Review: Nile’s At the Gate of Sethu

Nile’s At the Gate of Sethu finds guitarist Karl Sanders taking his song-craft to the next level, all while retaining the inhuman technicality and Middle Eastern motifs of albums past.

Nile: At the Gate of Sethu (Nuclear Blast, 7/3/12)

Nile: “The Inevitable Degradation of Flesh”

Nile_The_Inevitable_Degradation_of_Flesh

Nile guitarist and occasional vocalist Karl Sanders has been living death metal for as long as the genre has existed. From a brief but storied stint living with Morbid Angel to Nile’s breakthrough in 2000 with Black Seeds of Vengeance, Sanders has been there. It is then all the more remarkable that his songwriting and lead playing have been ratcheted up another notch for Nile’s newest full-length, At the Gate of Sethu.
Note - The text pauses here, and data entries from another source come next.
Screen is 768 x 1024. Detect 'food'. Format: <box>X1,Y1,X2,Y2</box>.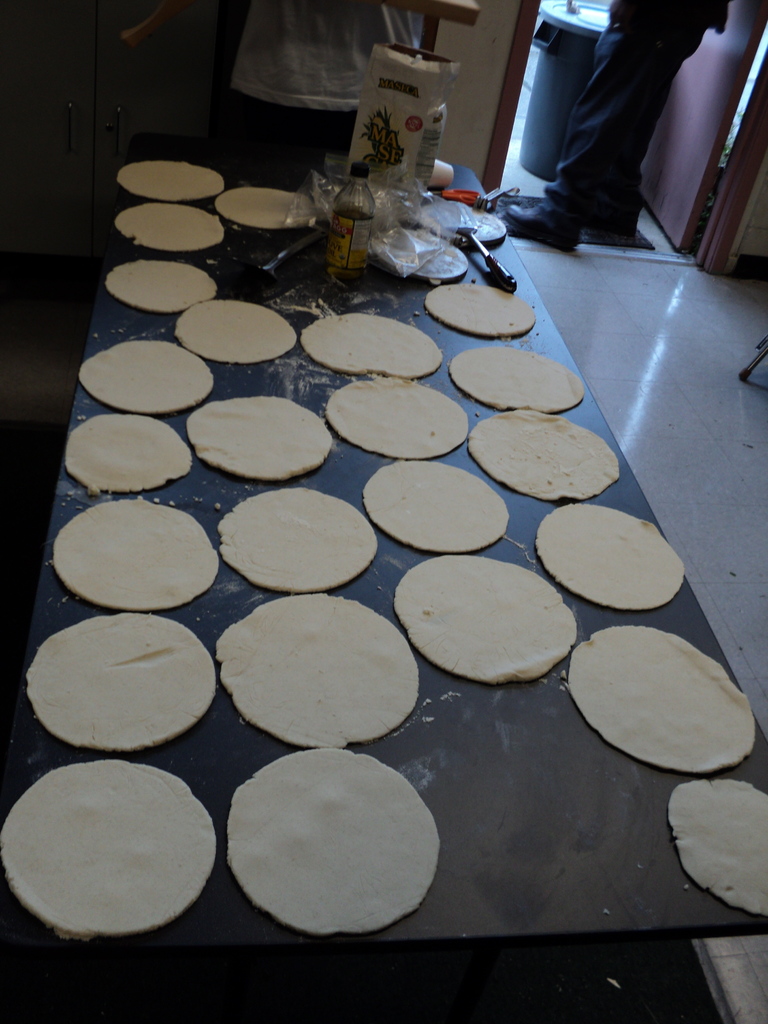
<box>117,200,231,252</box>.
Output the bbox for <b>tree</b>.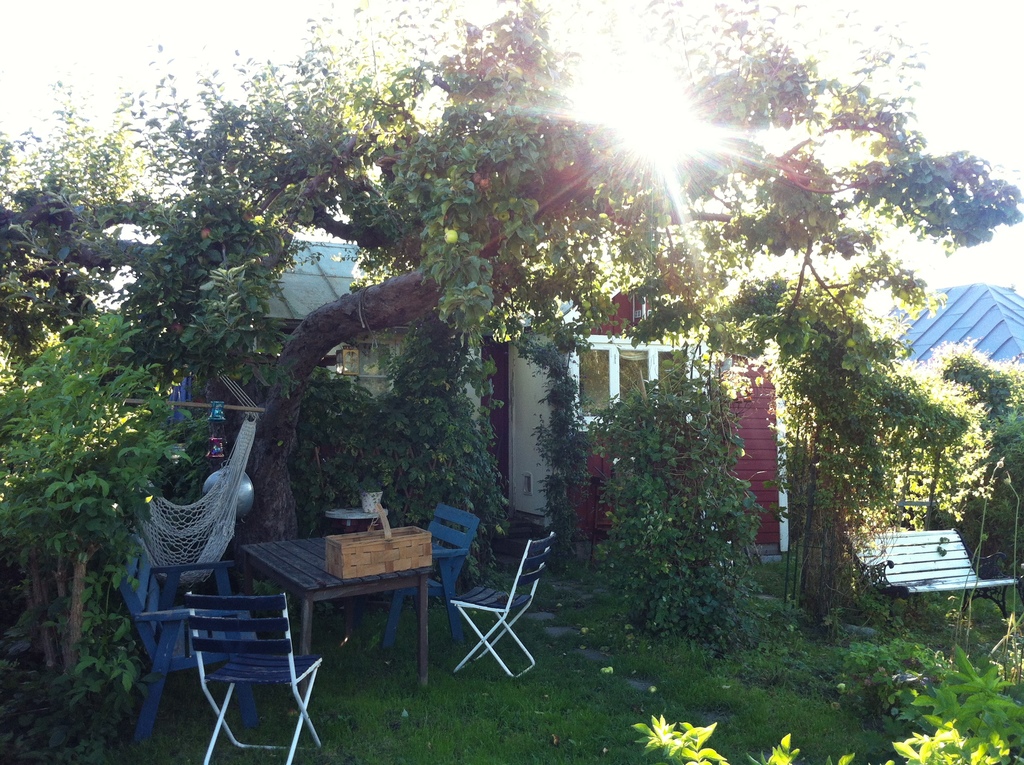
bbox(18, 164, 210, 688).
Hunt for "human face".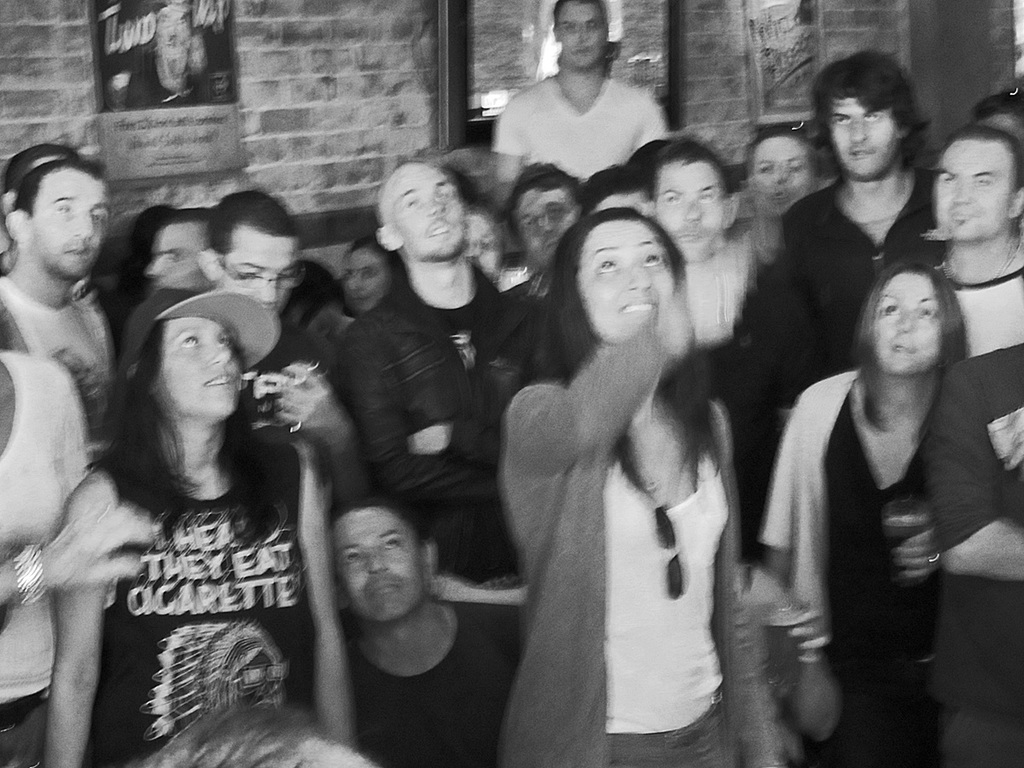
Hunted down at crop(143, 222, 206, 278).
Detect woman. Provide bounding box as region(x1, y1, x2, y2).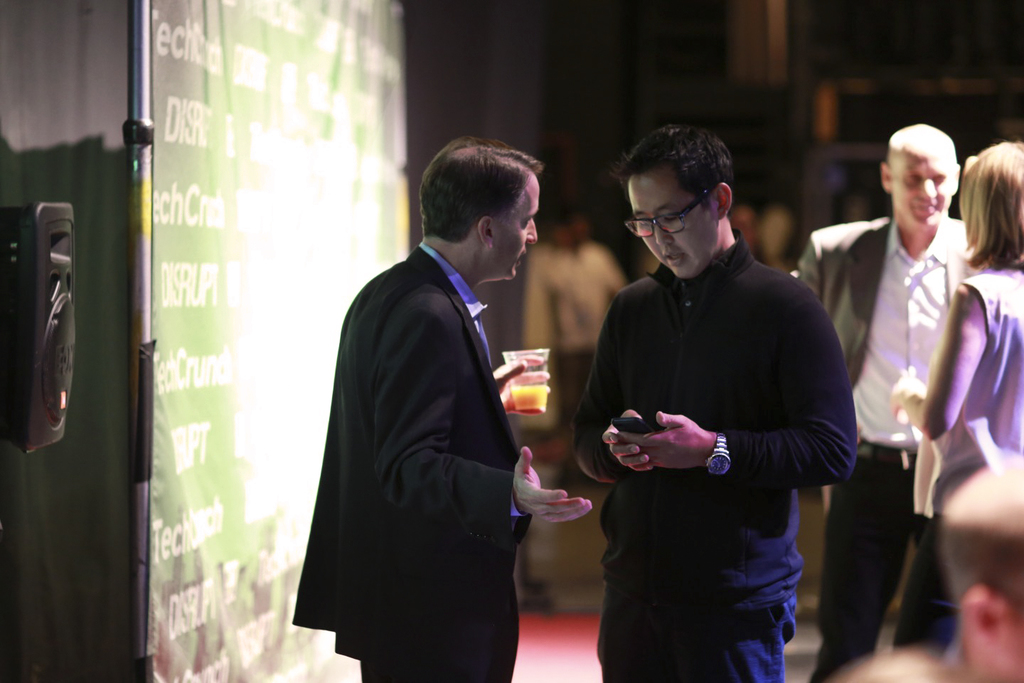
region(831, 95, 998, 638).
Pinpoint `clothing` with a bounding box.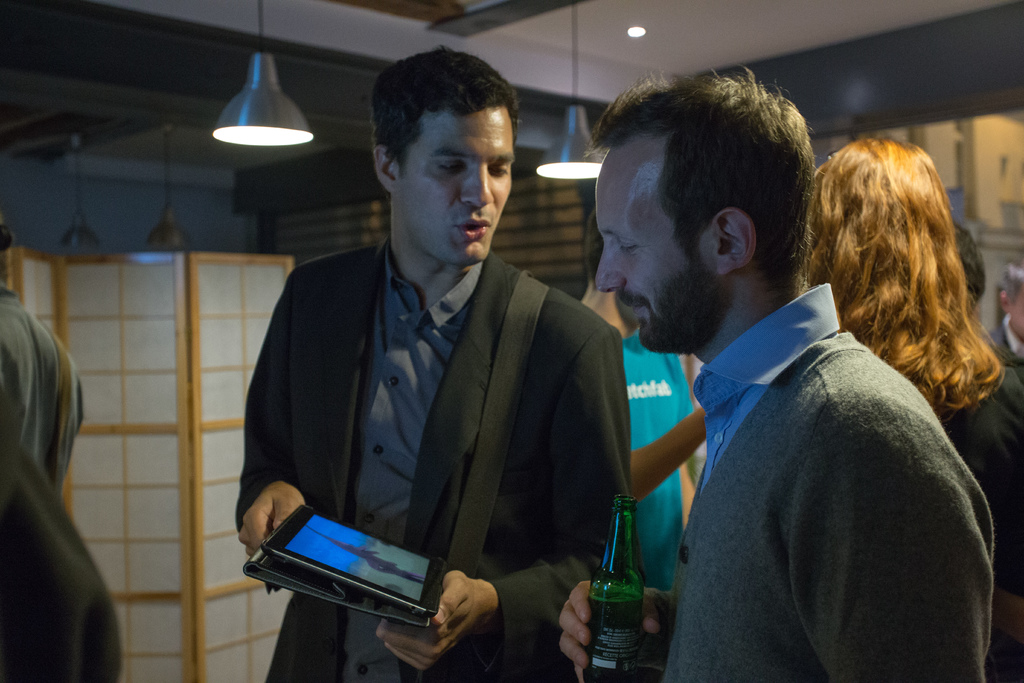
rect(0, 427, 124, 682).
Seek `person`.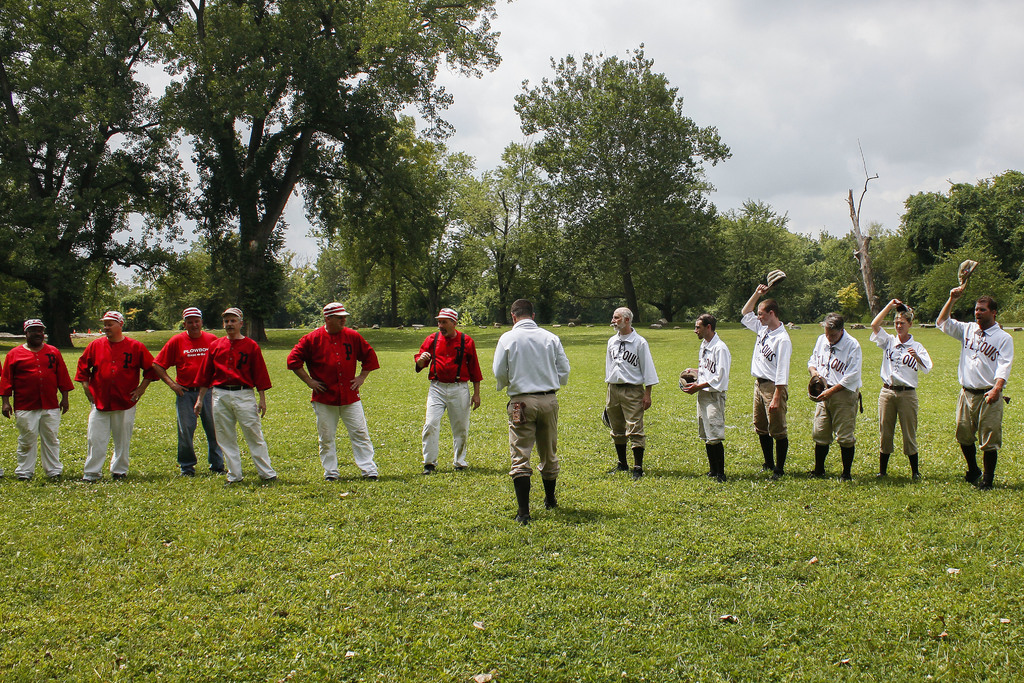
(left=413, top=304, right=481, bottom=474).
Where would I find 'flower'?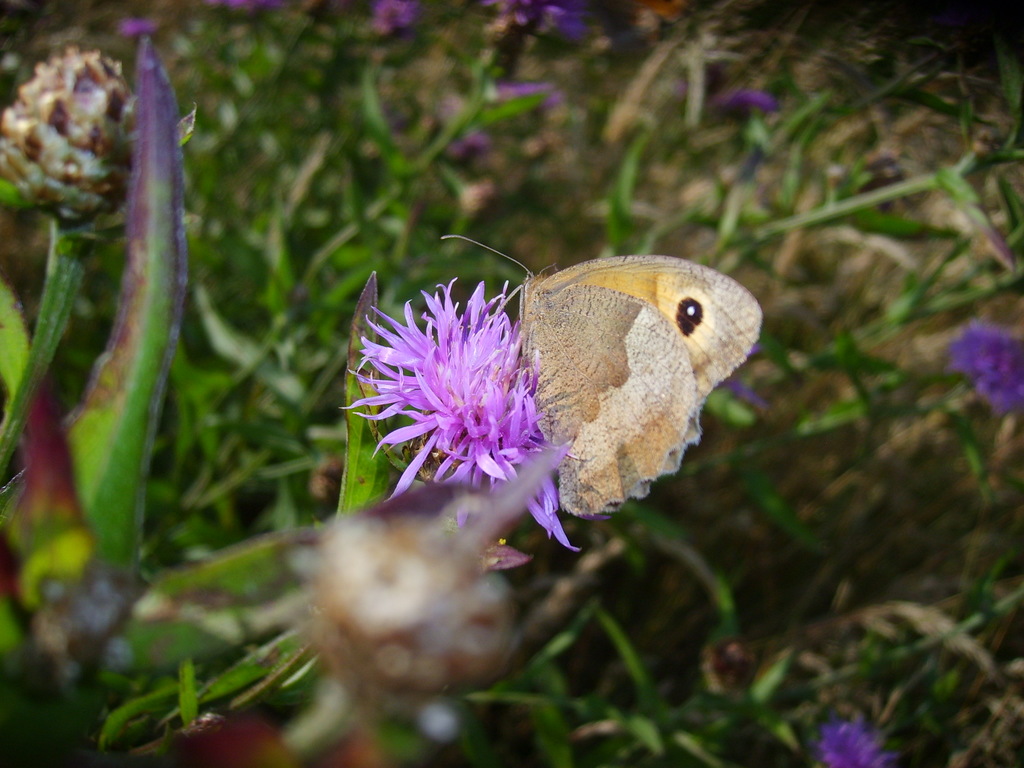
At x1=377 y1=0 x2=408 y2=44.
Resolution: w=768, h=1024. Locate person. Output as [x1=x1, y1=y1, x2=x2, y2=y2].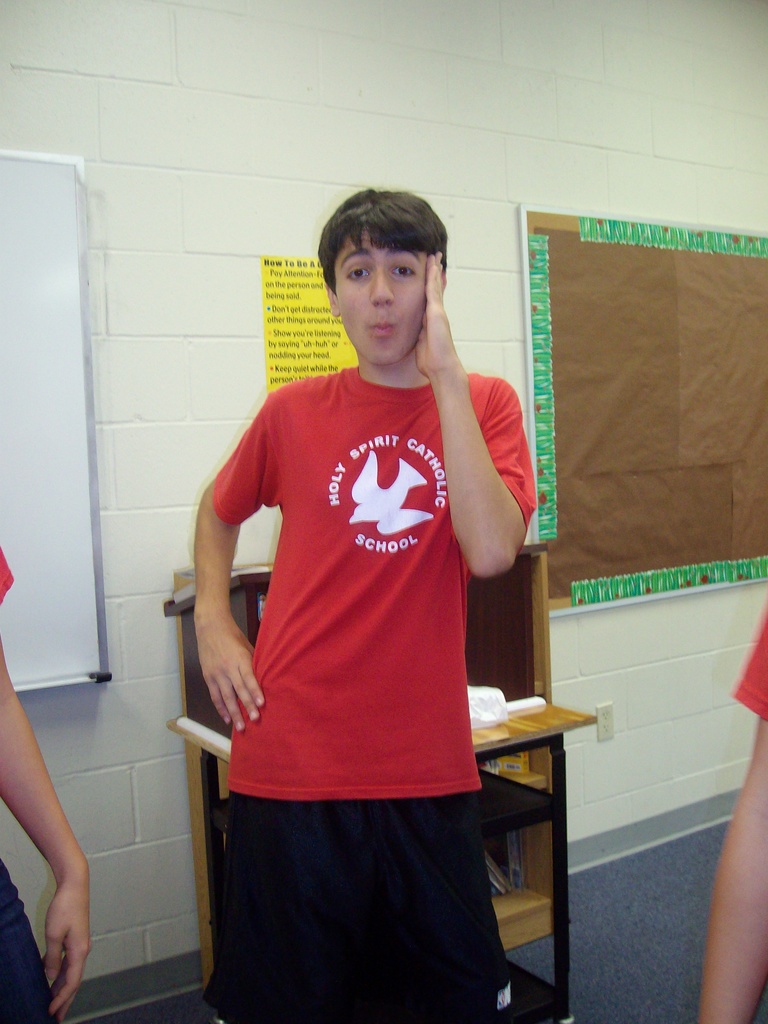
[x1=163, y1=178, x2=545, y2=1023].
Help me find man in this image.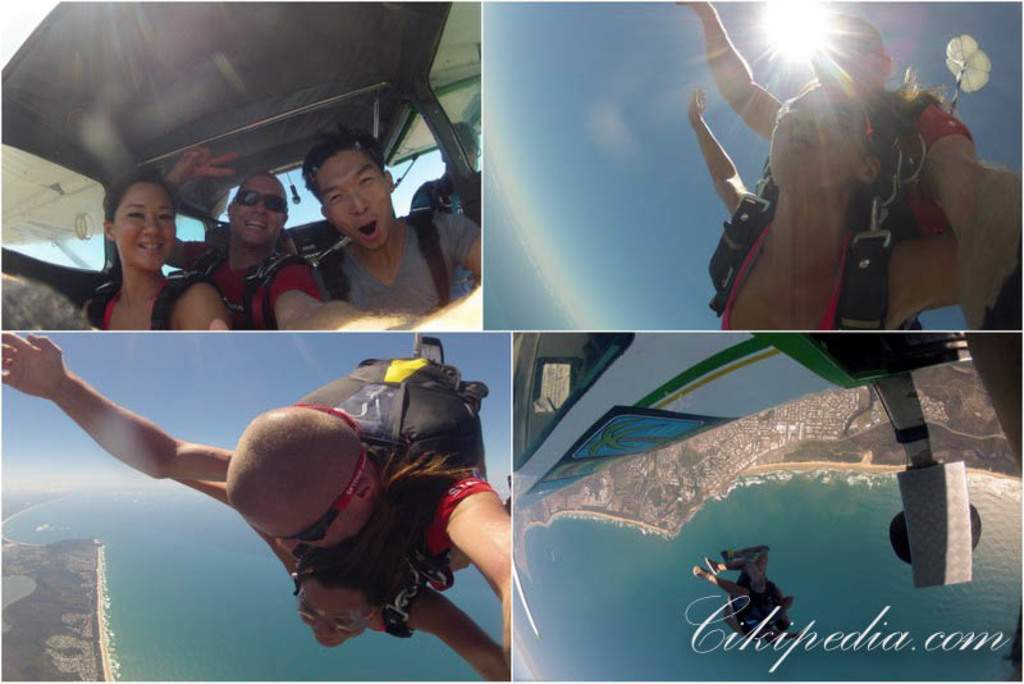
Found it: rect(312, 118, 483, 311).
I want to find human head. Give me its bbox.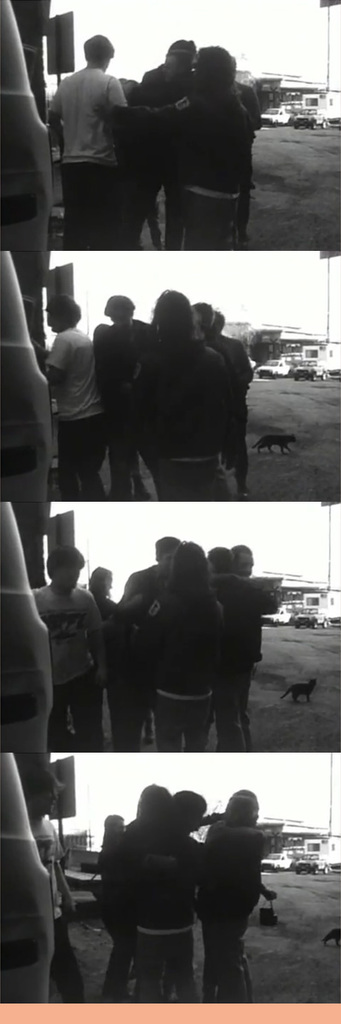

Listeners have reasonable expectations of what they’re getting when they pick up a Nile album: guttural voices chanting lyrics based upon ancient Egyptian texts, a torrent of Middle Eastern modal riffing, inhuman drumming with copious cymbal accents, and interludes of melody played on traditional Egyptian instruments. Sethu will not disappoint anyone expecting these things.

But Nile’s songwriting shows a sharpened focus. Whereas songs on previous albums often have been seasoning on a large riff salad, each track on Sethu is easily discernible. This is a result of a conscious effort to tighten up the songwriting process, one that Sanders has described as a kind of introverted jam session.

Nile fans also may hear a different vocal timbre and assume it’s new bass player Todd Ellis. Instead, it’s actually Sanders, and he describes the new technique as a happy accident of the extensive demoing process.

Though many bands have a period of creative prosperity at the beginning of their careers, and then struggle to maintain the status quo afterward, Nile has shown impressive creative and technical progress on its seventh full-length album.